Read Part One of “Book Maven Interview: Annette Gordon-Reed”
BP: You also believe that Tom Jefferson brought up the sons he had with Sally to live out sides of his own personality and passions that he could not fully live out himself.
AG: His real love was woodworking. He spent most of his time with his carpenters, like Sally’s half-brother John Hemings and John’s apprentices. Tom made them sort of versions of himself that are not the exalted version, but if they were white as they were by VA law, carpenters, musicians, etc. They are a part of him, in a way, but it’s not the part that we focus on.
BP: Why do you think that people who deny Jefferson’s long relationship with Hemings do so? Is it good, old-fashioned racism?

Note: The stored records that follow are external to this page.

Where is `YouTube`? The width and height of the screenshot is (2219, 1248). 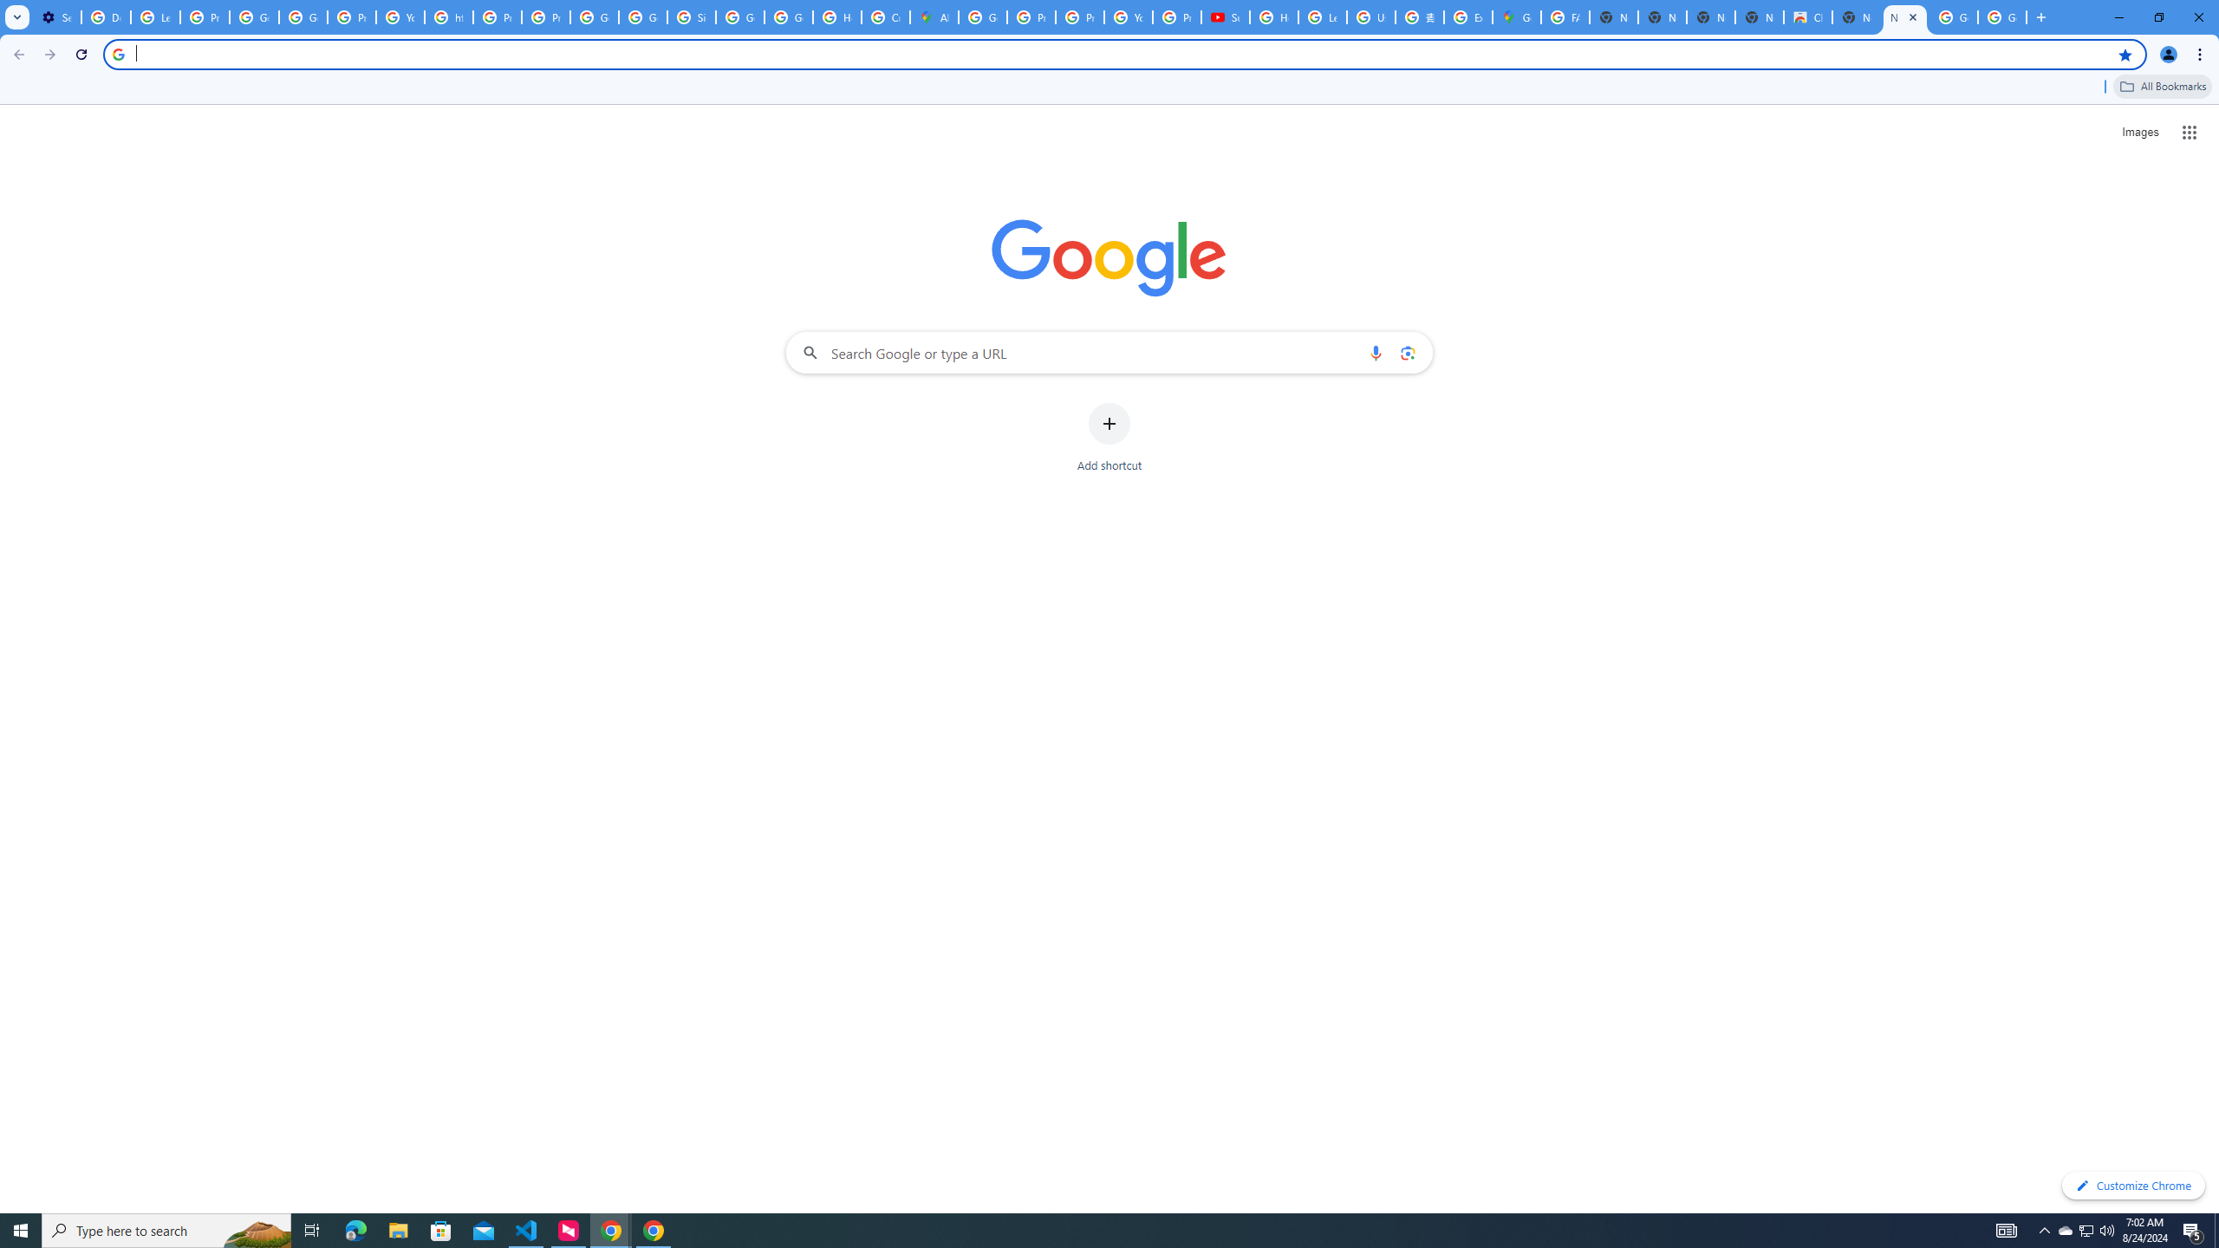
YouTube is located at coordinates (400, 17).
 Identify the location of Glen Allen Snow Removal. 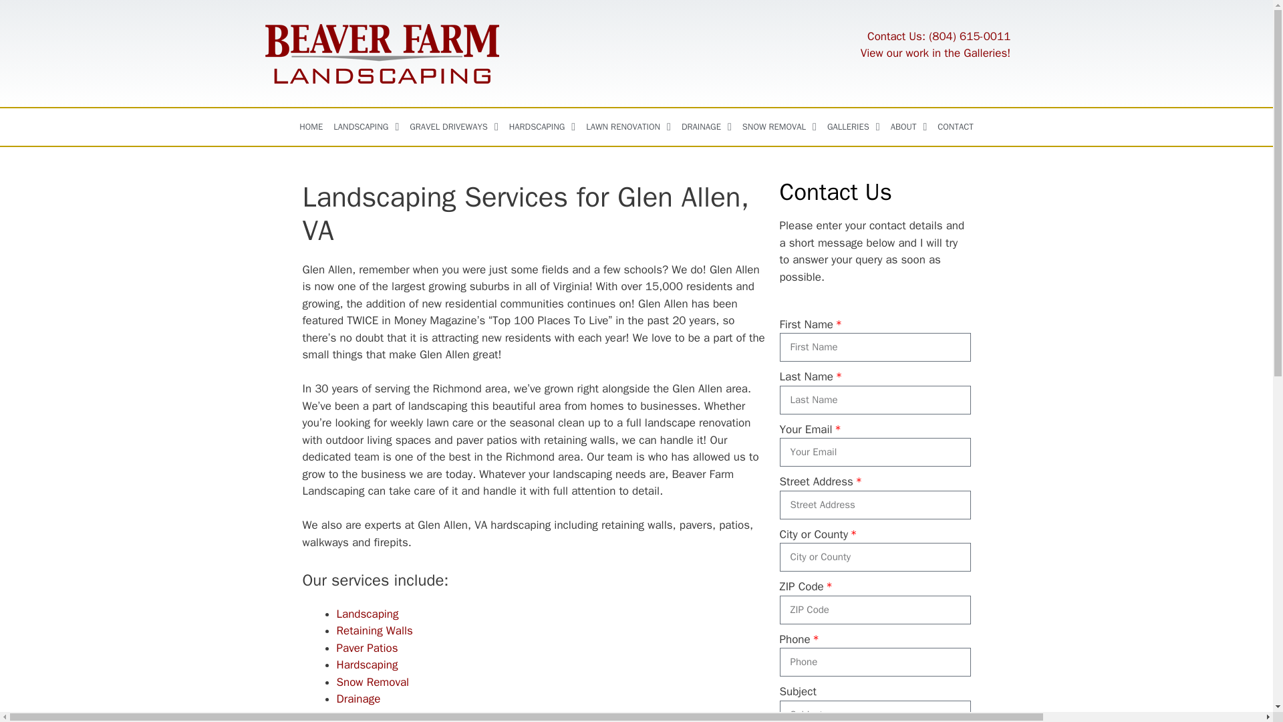
(373, 682).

AG: I am turning this over in my mind. There’s a puritan streak in the American consciousness, and Jefferson is one of our “pure” figures — or we want him to be that way. For him to have had sex with a partner he wasn’t supposed to is problematic for many people on several levels, especially for those people who draw his power from the notion that he was celibate after his wife’s death — after all, women sap your wisdome and strength, and all that notion.
We all draw boundaries around our families. It just happens that most people care about their immediate families most, but in the case of Jefferson, his fame makes him loom larger. There’s a racist and a sexist aspect about denying Sally Hemings and her family’s influence in Jefferson’s life, but for the family, it’s about protecting that membrane, that boundary, around who is in and who is out. In the case of this issue, I live a sort of 18th/19th century life; I don’t follow it completely. I had an interesting conversation with one of the Hemings-Jefferson descendants, who asked his great-grandfather if the whole story were true. The response? “Of course it’s true, but they’ll never prove it.” What you finally have is the people who show up, and speak up.
BP: After all of your research, how do you regard Jefferson today? How do you believe we all should regard him?
AG: He is one of the greatest Americans who ever lived, flaw and all. I just don’t think you can find an aspect of life in America that he did not have a hand in some way: slavery, race, women, agriculture, the arts, government…I find him a fascinating individual. I plan to write one more volume about the Hemingses, and then a biography of Jefferson that will be at least two volumes, maybe three.